Records shown:
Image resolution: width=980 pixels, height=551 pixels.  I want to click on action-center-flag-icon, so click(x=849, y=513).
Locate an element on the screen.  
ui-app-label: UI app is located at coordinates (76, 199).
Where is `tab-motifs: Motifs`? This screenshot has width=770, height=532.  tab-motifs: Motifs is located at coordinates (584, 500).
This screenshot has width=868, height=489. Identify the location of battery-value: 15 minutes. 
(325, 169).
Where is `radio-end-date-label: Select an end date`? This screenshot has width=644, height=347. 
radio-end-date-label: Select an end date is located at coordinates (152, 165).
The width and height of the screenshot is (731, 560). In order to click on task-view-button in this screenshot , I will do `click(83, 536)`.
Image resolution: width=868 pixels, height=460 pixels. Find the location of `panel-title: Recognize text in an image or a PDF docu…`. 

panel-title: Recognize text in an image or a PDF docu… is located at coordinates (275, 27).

The problem:
Your answer must consist of every line above, reproduced exactly.

Written solution:
Image resolution: width=980 pixels, height=551 pixels.  I want to click on action-center-flag-icon, so click(x=849, y=513).
Locate an element on the screen.  
ui-app-label: UI app is located at coordinates (76, 199).
Where is `tab-motifs: Motifs`? This screenshot has width=770, height=532.  tab-motifs: Motifs is located at coordinates (584, 500).
This screenshot has width=868, height=489. Identify the location of battery-value: 15 minutes. 
(325, 169).
Where is `radio-end-date-label: Select an end date`? This screenshot has width=644, height=347. 
radio-end-date-label: Select an end date is located at coordinates (152, 165).
The width and height of the screenshot is (731, 560). In order to click on task-view-button in this screenshot , I will do `click(83, 536)`.
Image resolution: width=868 pixels, height=460 pixels. Find the location of `panel-title: Recognize text in an image or a PDF docu…`. 

panel-title: Recognize text in an image or a PDF docu… is located at coordinates (275, 27).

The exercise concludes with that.